So what is creativity and what makes it such a vital part of the change making process?
The definition of creativity varies depending on who’s talking. Some say creativity is independence, the ability to do the things you’d like to do.
Many people associate creativity with a chameleon-like ability to change with a changing environment. To some, creativity is what lies behind longevity and endurance-the secret to the cockroach’s staying power over millions of years. For those who believe there’s nothing new under the sun, creativity is the ability to rearrange existing variables into new combinations. To others, creativity is the act of “creating” or making something brand-new.
Some believe creativity is a bolt from the blue or something that appears unexpectedly in a flash of insight.
Others believe creativity results only from lengthy painstaking work, like the trial and error endured by the Wright brothers in making the first airplane. (Thomas Edison once said that creativity is 99 per cent perspiration and 1 per cent inspiration.)
However you define it, the good news is that all of us are creative.
Creativity is an inborn human faculty, one that we can nourish, cultivate and raise to extraordinary heights in virtually anything we try. Creativity is as much a part of you as your arms and legs.
What matters is not what you call it, but how you use it. As children, we allowed our creativity to flourish. We let our imaginations flow. We continually created new ideas and things. We delighted our parents with our freshness.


Task requirements. Among the entries below, tally each line containing "China"; respond with the total only.

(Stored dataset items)
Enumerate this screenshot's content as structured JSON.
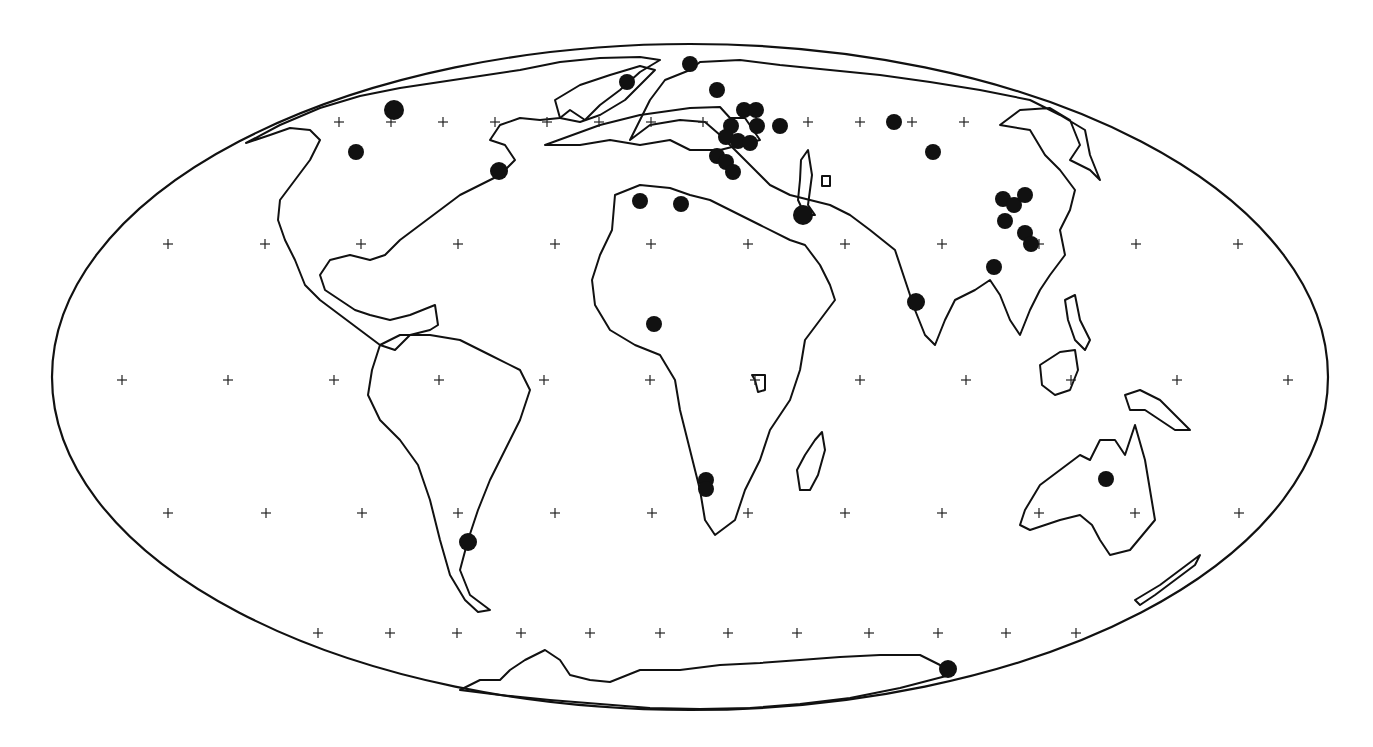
{
  "map": {
    "projection": "Mollweide",
    "width": 1373,
    "height": 747,
    "background": "#ffffff",
    "ink_color": "#111111",
    "outline": {
      "cx": 690,
      "cy": 377,
      "rx": 638,
      "ry": 333
    },
    "graticule_markers": {
      "rows": [
        {
          "y": 122,
          "x": [
            339,
            391,
            443,
            495,
            547,
            599,
            651,
            703,
            756,
            808,
            860,
            912,
            964
          ]
        },
        {
          "y": 244,
          "x": [
            168,
            265,
            361,
            458,
            555,
            651,
            748,
            845,
            942,
            1039,
            1136,
            1238
          ]
        },
        {
          "y": 380,
          "x": [
            122,
            228,
            334,
            439,
            544,
            650,
            755,
            860,
            966,
            1071,
            1177,
            1288
          ]
        },
        {
          "y": 513,
          "x": [
            168,
            266,
            362,
            458,
            555,
            652,
            748,
            845,
            942,
            1039,
            1135,
            1239
          ]
        },
        {
          "y": 633,
          "x": [
            318,
            390,
            457,
            521,
            590,
            660,
            728,
            797,
            869,
            938,
            1006,
            1076
          ]
        }
      ]
    },
    "sites": [
      {
        "region": "Alaska/NW Canada",
        "x": 394,
        "y": 110,
        "r": 10
      },
      {
        "region": "Western Canada",
        "x": 356,
        "y": 152,
        "r": 8
      },
      {
        "region": "Eastern Canada",
        "x": 499,
        "y": 171,
        "r": 9
      },
      {
        "region": "Greenland",
        "x": 627,
        "y": 82,
        "r": 8
      },
      {
        "region": "Svalbard",
        "x": 690,
        "y": 64,
        "r": 8
      },
      {
        "region": "Scandinavia",
        "x": 717,
        "y": 90,
        "r": 8
      },
      {
        "region": "Russia W1",
        "x": 744,
        "y": 110,
        "r": 8
      },
      {
        "region": "Russia W2",
        "x": 756,
        "y": 110,
        "r": 8
      },
      {
        "region": "Baltic 1",
        "x": 731,
        "y": 126,
        "r": 8
      },
      {
        "region": "Russia W3",
        "x": 757,
        "y": 126,
        "r": 8
      },
      {
        "region": "Moscow area",
        "x": 780,
        "y": 126,
        "r": 8
      },
      {
        "region": "Baltic 2",
        "x": 726,
        "y": 137,
        "r": 8
      },
      {
        "region": "Baltic 3",
        "x": 738,
        "y": 141,
        "r": 8
      },
      {
        "region": "Russia W4",
        "x": 750,
        "y": 143,
        "r": 8
      },
      {
        "region": "Ukraine 1",
        "x": 717,
        "y": 156,
        "r": 8
      },
      {
        "region": "Ukraine 2",
        "x": 726,
        "y": 162,
        "r": 8
      },
      {
        "region": "Ukraine 3",
        "x": 733,
        "y": 172,
        "r": 8
      },
      {
        "region": "Spain",
        "x": 640,
        "y": 201,
        "r": 8
      },
      {
        "region": "Italy/Tunisia",
        "x": 681,
        "y": 204,
        "r": 8
      },
      {
        "region": "Caspian/Iran",
        "x": 803,
        "y": 215,
        "r": 10
      },
      {
        "region": "West Siberia",
        "x": 894,
        "y": 122,
        "r": 8
      },
      {
        "region": "Central Siberia",
        "x": 933,
        "y": 152,
        "r": 8
      },
      {
        "region": "North China 1",
        "x": 1003,
        "y": 199,
        "r": 8
      },
      {
        "region": "North China 2",
        "x": 1014,
        "y": 205,
        "r": 8
      },
      {
        "region": "NE China",
        "x": 1025,
        "y": 195,
        "r": 8
      },
      {
        "region": "China central",
        "x": 1005,
        "y": 221,
        "r": 8
      },
      {
        "region": "East China 1",
        "x": 1025,
        "y": 233,
        "r": 8
      },
      {
        "region": "East China 2",
        "x": 1031,
        "y": 244,
        "r": 8
      },
      {
        "region": "South China",
        "x": 994,
        "y": 267,
        "r": 8
      },
      {
        "region": "India",
        "x": 916,
        "y": 302,
        "r": 9
      },
      {
        "region": "West Africa",
        "x": 654,
        "y": 324,
        "r": 8
      },
      {
        "region": "Namibia 1",
        "x": 706,
        "y": 480,
        "r": 8
      },
      {
        "region": "Namibia 2",
        "x": 706,
        "y": 489,
        "r": 8
      },
      {
        "region": "Australia",
        "x": 1106,
        "y": 479,
        "r": 8
      },
      {
        "region": "Argentina",
        "x": 468,
        "y": 542,
        "r": 9
      },
      {
        "region": "Antarctica",
        "x": 948,
        "y": 669,
        "r": 9
      }
    ],
    "coastlines": [
      "M 545 145 L 600 125 L 640 115 L 690 108 L 720 107 L 730 118 L 745 118 L 760 140 L 720 150 L 690 150 L 670 140 L 640 145 L 610 140 L 580 145 Z",
      "M 246 143 L 280 125 L 320 108 L 360 96 L 400 88 L 440 82 L 480 76 L 520 70 L 560 62 L 600 58 L 640 57 L 660 60 L 640 72 L 620 90 L 600 105 L 585 120 L 570 110 L 560 118 L 540 120 L 520 118 L 500 125 L 490 140 L 505 145 L 515 160 L 500 175 L 480 185 L 460 195 L 440 210 L 420 225 L 400 240 L 385 255 L 370 260 L 350 255 L 330 260 L 320 275 L 325 290 L 340 300 L 355 310 L 370 315 L 390 320 L 410 315 L 435 305 L 438 325 L 430 330 L 410 335 L 395 350 L 380 345 L 360 330 L 340 315 L 320 300 L 305 285 L 295 260 L 285 240 L 278 220 L 280 200 L 295 180 L 310 160 L 320 140 L 310 130 L 290 128 L 270 135 Z",
      "M 555 100 L 580 85 L 610 75 L 640 66 L 655 70 L 640 85 L 625 100 L 600 115 L 580 122 L 560 118 Z",
      "M 380 345 L 400 335 L 430 335 L 460 340 L 490 355 L 520 370 L 530 390 L 520 420 L 505 450 L 490 480 L 478 510 L 468 540 L 460 570 L 470 595 L 490 610 L 478 612 L 465 600 L 450 575 L 440 540 L 430 500 L 418 465 L 400 440 L 380 420 L 368 395 L 372 370 Z",
      "M 630 140 L 650 125 L 680 120 L 705 122 L 720 135 L 735 150 L 755 170 L 770 185 L 790 195 L 810 200 L 830 205 L 850 215 L 870 230 L 895 250 L 905 280 L 915 310 L 925 335 L 935 345 L 945 320 L 955 300 L 975 290 L 990 280 L 1000 295 L 1010 320 L 1020 335 L 1030 310 L 1040 290 L 1050 275 L 1065 255 L 1060 230 L 1070 210 L 1075 190 L 1060 170 L 1045 155 L 1030 130 L 1000 125 L 1020 110 L 1050 108 L 1070 120 L 1080 145 L 1070 160 L 1090 170 L 1100 180 L 1090 155 L 1085 130 L 1060 115 L 1030 100 L 980 90 L 930 82 L 880 75 L 830 70 L 780 65 L 740 60 L 700 62 L 690 70 L 665 80 L 650 100 L 640 120 Z",
      "M 615 195 L 640 185 L 670 188 L 690 195 L 710 200 L 730 210 L 760 225 L 790 240 L 805 245 L 820 265 L 830 285 L 835 300 L 820 320 L 805 340 L 800 370 L 790 400 L 770 430 L 760 460 L 745 490 L 735 520 L 715 535 L 705 520 L 700 490 L 690 450 L 680 410 L 675 380 L 660 355 L 635 345 L 610 330 L 595 305 L 592 280 L 600 255 L 612 230 Z",
      "M 815 440 L 822 432 L 825 450 L 818 475 L 810 490 L 800 490 L 797 470 L 805 455 Z",
      "M 1025 510 L 1040 485 L 1060 470 L 1080 455 L 1090 460 L 1100 440 L 1115 440 L 1125 455 L 1135 425 L 1145 460 L 1150 490 L 1155 520 L 1130 550 L 1110 555 L 1100 540 L 1092 525 L 1080 515 L 1060 520 L 1045 525 L 1030 530 L 1020 525 Z",
      "M 1125 395 L 1140 390 L 1160 400 L 1175 415 L 1190 430 L 1175 430 L 1160 420 L 1145 410 L 1130 410 Z",
      "M 1040 365 L 1060 352 L 1075 350 L 1078 370 L 1070 390 L 1055 395 L 1042 385 Z",
      "M 1065 300 L 1075 295 L 1080 320 L 1090 340 L 1085 350 L 1075 340 L 1068 320 Z",
      "M 1135 600 L 1160 585 L 1180 570 L 1200 555 L 1195 565 L 1175 580 L 1155 595 L 1140 605 Z",
      "M 460 690 L 480 680 L 500 680 L 510 670 L 525 660 L 545 650 L 560 660 L 570 675 L 590 680 L 610 682 L 640 670 L 680 670 L 720 665 L 760 663 L 800 660 L 840 657 L 880 655 L 920 655 L 940 665 L 950 675 L 900 688 L 850 698 L 800 704 L 750 708 L 700 709 L 650 708 L 600 704 L 550 700 L 500 695 Z",
      "M 801 160 L 808 150 L 812 175 L 808 205 L 815 215 L 805 215 L 798 200 L 800 180 Z",
      "M 822 176 L 830 176 L 830 186 L 822 186 Z",
      "M 752 375 L 765 375 L 765 390 L 758 392 L 755 380 Z"
    ]
  }
}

Answer section. 7